III

However much at fault I may be in recollection of our arrival at Sydney, my memories of our first night at Livorno Bay (so my father christened the derelict's resting-place) could hardly be more vivid and distinct. That night marks for me the beginning of a definite epoch in my life.

I passed the spot in a large inter-state steamer last year. There was no sign of any ship there then, so far, at all events, as I could make out with a borrowed pair of glasses; and the place looked very much the same as any other part of the Australian coast. There are thousands of such indentations around the shores of the island continent, with low headlands of jagged rock by way of horns, and terraces of shell-strewn sand dotted over with ti-tree scrub, which merges into a low-lying bush of swamp oak and suchlike growths, among which, as like as not, you shall find, as we found, a more or less extensive salt-water lagoon, over the sandy bar of which big, tossing breakers will roll in from the Pacific in stormy weather. Yes, I would say now that there is nothing very peculiar or distinctive about Livorno Bay for the observer who is familiar with other parts of Australia's coast.

But in my youthful eyes, seen on the evening of our arrival, after a fifteen miles' walk, and, seen, too, in the glow of a singularly angry-looking evening sky, Livorno Bay, with its derelict barque to focus one's gaze, presented a spectacle almost terrifying in its desolation. Years must have passed since anything edible could have been found on board the Livorno. Yet I hardly think I should exaggerate if I said that two thousand birds rose circling from various points of vantage about the derelict as we approached her sides. That this winged and highly vocal congregation resented our intrusion was not to be doubted for a moment. Short of actually attacking us with beak and claw, the creatures could hardly have given more practical expression to their sentiments. The circumstance was trivial, of course, but I think it somewhat dashed my father's ardour, and I know it struck into my very vitals.

'Begone, you interlopers, or we will rend you! This is no place for humans. Here is only death and desolation for the likes of you. This place belongs of immemorial right to us, and to our masters, the devouring elements. Begone!'

So it seemed we were screamed at from thousands of hoarse throats.

For my part I was well pleased when my father agreed to Ted's suggestion that we should postpone till morning our inspection of the ship, and, in the meantime, concentrate upon the more immediate necessity of pitching camp for the night in the shelter of the timber belt and outside the domain of the screaming sea-birds. Our tent was fortunately not one of the cumbersome sort I had seen on Wimbledon Common at home, but a light Australian contrivance of cotton, enclosing a space ten feet by eight, and protected by a good large fly. Thanks mainly to Ted and his axe we had the necessary stakes cut, and the tent pitched before dark. Meanwhile, the little fire Ted had lighted against a blackened tree-stump had grown into the sort of fiery furnace that was associated in my mind with certain passages in the Old Testament; and, suspended by a piece of fencing wire from a cross stake on two forked sticks, our billy was boiling vigorously.

In all such bush-craft as this Ted was facile princeps, and he asked no better employment. Jerry was turned out to graze, belled and hobbled (for safety in a strange place), and just as actual darkness closed in upon us--no moon was visible that night--we sat down at the mouth of the tent to sup upon corned beef, bread and cheese and jam; the latter in small tins with highly coloured paper wrappers.

By this time my sense of chill and depression had pretty well evaporated. The details of our domesticity were most attractive to me. But I am not sure that my father quite regained his spirits that evening. We each had a canvas camp-stretcher of the collapsible sort. In ten minutes Ted had made himself a hammock bed of two sacks, two saplings, and four forked stakes, which for comfort was quite equal to any camp cot I have yet seen. Sleep came quickly to me, at all events, and whenever I woke during the night, as I did some three or four times, there was booming in my ears that rude music which remained the constant accompaniment of all our lives and doings in Livorno Bay: the dull roar of Pacific breakers on the sand below us, varied by a long sibilant intaking of breath, as it seemed, caused by the back-wash of every wave's subsidence.

Very gently, to avoid disturbing my father--I can see his face on the flimsy cot pillow now, looking sadly fragile and worn--I crept out from our tent in time to see the upper edge of the sun's disc (like a golden dagger of the Moorish shape) flash out its assurance across the sea, and gild with sudden bravery the trucks and spars and frayed rigging of the barque Livorno. Life has no other reassurance to offer which is quite so emphatic as that of the new risen sun; and it is youth, rather than culture, which yields the finest appreciation of this. In its glad light I ran and laughed, half naked, where a few hours earlier, in the murk of coming night, the sense of my own helpless insignificance in all that solitude had descended upon me in the shape of physical fear. Sea and sand laughed with me now, where before they had smitten me with lonely foreboding, almost with terror. I had my first bathe from a Pacific beach that morning; and, given just a shade more of venturesomeness in the outsetting, it had been like to be my last. In Livorno Bay the breakers were big, and the back-wash of their surf very insistent.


Work order =>
A word-for-word transcription of the data below is required.

** Opening Data extract block **

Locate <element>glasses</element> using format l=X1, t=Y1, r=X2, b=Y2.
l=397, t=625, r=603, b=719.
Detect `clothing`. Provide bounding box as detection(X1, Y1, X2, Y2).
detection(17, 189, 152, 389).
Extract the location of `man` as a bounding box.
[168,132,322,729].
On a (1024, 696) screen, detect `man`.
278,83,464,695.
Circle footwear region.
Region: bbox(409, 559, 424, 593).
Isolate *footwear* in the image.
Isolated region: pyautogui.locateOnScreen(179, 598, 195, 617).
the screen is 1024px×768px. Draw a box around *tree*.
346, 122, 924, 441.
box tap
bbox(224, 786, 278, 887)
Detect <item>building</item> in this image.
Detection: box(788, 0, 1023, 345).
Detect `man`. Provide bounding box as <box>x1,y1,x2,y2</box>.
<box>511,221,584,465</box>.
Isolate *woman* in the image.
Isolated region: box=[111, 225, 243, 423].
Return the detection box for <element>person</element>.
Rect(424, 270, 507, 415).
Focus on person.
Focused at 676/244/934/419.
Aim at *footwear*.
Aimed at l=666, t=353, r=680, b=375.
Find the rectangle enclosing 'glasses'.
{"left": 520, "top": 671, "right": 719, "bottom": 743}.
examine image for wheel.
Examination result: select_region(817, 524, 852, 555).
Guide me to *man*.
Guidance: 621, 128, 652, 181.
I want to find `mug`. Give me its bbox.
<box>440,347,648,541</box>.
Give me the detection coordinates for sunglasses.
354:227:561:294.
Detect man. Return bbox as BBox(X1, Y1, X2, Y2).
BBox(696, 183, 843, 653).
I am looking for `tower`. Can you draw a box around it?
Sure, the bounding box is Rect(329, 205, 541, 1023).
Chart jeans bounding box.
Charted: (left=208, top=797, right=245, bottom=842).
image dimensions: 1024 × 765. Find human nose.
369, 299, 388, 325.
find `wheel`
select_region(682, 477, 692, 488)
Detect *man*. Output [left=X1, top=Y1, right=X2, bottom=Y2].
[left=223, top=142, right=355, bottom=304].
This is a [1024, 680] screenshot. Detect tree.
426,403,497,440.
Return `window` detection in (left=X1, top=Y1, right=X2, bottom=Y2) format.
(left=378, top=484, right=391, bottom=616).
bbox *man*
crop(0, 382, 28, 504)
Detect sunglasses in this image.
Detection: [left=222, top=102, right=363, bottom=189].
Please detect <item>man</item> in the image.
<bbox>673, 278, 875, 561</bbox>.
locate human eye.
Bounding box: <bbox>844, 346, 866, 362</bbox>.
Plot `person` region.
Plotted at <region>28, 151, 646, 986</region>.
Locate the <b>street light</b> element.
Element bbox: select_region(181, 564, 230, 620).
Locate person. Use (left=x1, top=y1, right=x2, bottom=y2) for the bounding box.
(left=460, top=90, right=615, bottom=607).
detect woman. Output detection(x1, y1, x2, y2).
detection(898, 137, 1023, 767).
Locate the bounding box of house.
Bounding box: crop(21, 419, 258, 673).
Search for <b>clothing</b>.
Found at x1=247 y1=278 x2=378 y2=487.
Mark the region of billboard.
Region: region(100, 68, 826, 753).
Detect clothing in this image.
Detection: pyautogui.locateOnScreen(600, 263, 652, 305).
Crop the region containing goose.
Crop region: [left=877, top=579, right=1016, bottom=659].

** Closing Data extract block **

Task response =>
Locate <element>glasses</element> using format l=X1, t=Y1, r=X2, b=Y2.
l=397, t=625, r=603, b=719.
Detect `clothing`. Provide bounding box as detection(X1, Y1, X2, Y2).
detection(17, 189, 152, 389).
Extract the location of `man` as a bounding box.
[168,132,322,729].
On a (1024, 696) screen, detect `man`.
278,83,464,695.
Circle footwear region.
Region: bbox(409, 559, 424, 593).
Isolate *footwear* in the image.
Isolated region: pyautogui.locateOnScreen(179, 598, 195, 617).
the screen is 1024px×768px. Draw a box around *tree*.
346, 122, 924, 441.
box tap
bbox(224, 786, 278, 887)
Detect <item>building</item> in this image.
Detection: box(788, 0, 1023, 345).
Detect `man`. Provide bounding box as <box>x1,y1,x2,y2</box>.
<box>511,221,584,465</box>.
Isolate *woman* in the image.
Isolated region: box=[111, 225, 243, 423].
Return the detection box for <element>person</element>.
Rect(424, 270, 507, 415).
Focus on person.
Focused at 676/244/934/419.
Aim at *footwear*.
Aimed at l=666, t=353, r=680, b=375.
Find the rectangle enclosing 'glasses'.
{"left": 520, "top": 671, "right": 719, "bottom": 743}.
examine image for wheel.
Examination result: select_region(817, 524, 852, 555).
Guide me to *man*.
Guidance: 621, 128, 652, 181.
I want to find `mug`. Give me its bbox.
<box>440,347,648,541</box>.
Give me the detection coordinates for sunglasses.
354:227:561:294.
Detect man. Return bbox as BBox(X1, Y1, X2, Y2).
BBox(696, 183, 843, 653).
I am looking for `tower`. Can you draw a box around it?
Sure, the bounding box is Rect(329, 205, 541, 1023).
Chart jeans bounding box.
Charted: (left=208, top=797, right=245, bottom=842).
image dimensions: 1024 × 765. Find human nose.
369, 299, 388, 325.
find `wheel`
select_region(682, 477, 692, 488)
Detect *man*. Output [left=X1, top=Y1, right=X2, bottom=Y2].
[left=223, top=142, right=355, bottom=304].
This is a [1024, 680] screenshot. Detect tree.
426,403,497,440.
Return `window` detection in (left=X1, top=Y1, right=X2, bottom=Y2) format.
(left=378, top=484, right=391, bottom=616).
bbox *man*
crop(0, 382, 28, 504)
Detect sunglasses in this image.
Detection: [left=222, top=102, right=363, bottom=189].
Please detect <item>man</item> in the image.
<bbox>673, 278, 875, 561</bbox>.
locate human eye.
Bounding box: <bbox>844, 346, 866, 362</bbox>.
Plot `person` region.
Plotted at <region>28, 151, 646, 986</region>.
Locate the <b>street light</b> element.
Element bbox: select_region(181, 564, 230, 620).
Locate person. Use (left=x1, top=y1, right=x2, bottom=y2) for the bounding box.
(left=460, top=90, right=615, bottom=607).
detect woman. Output detection(x1, y1, x2, y2).
detection(898, 137, 1023, 767).
Locate the bounding box of house.
Bounding box: crop(21, 419, 258, 673).
Search for <b>clothing</b>.
Found at x1=247 y1=278 x2=378 y2=487.
Mark the region of billboard.
Region: region(100, 68, 826, 753).
Detect clothing in this image.
Detection: pyautogui.locateOnScreen(600, 263, 652, 305).
Crop the region containing goose.
Crop region: [left=877, top=579, right=1016, bottom=659].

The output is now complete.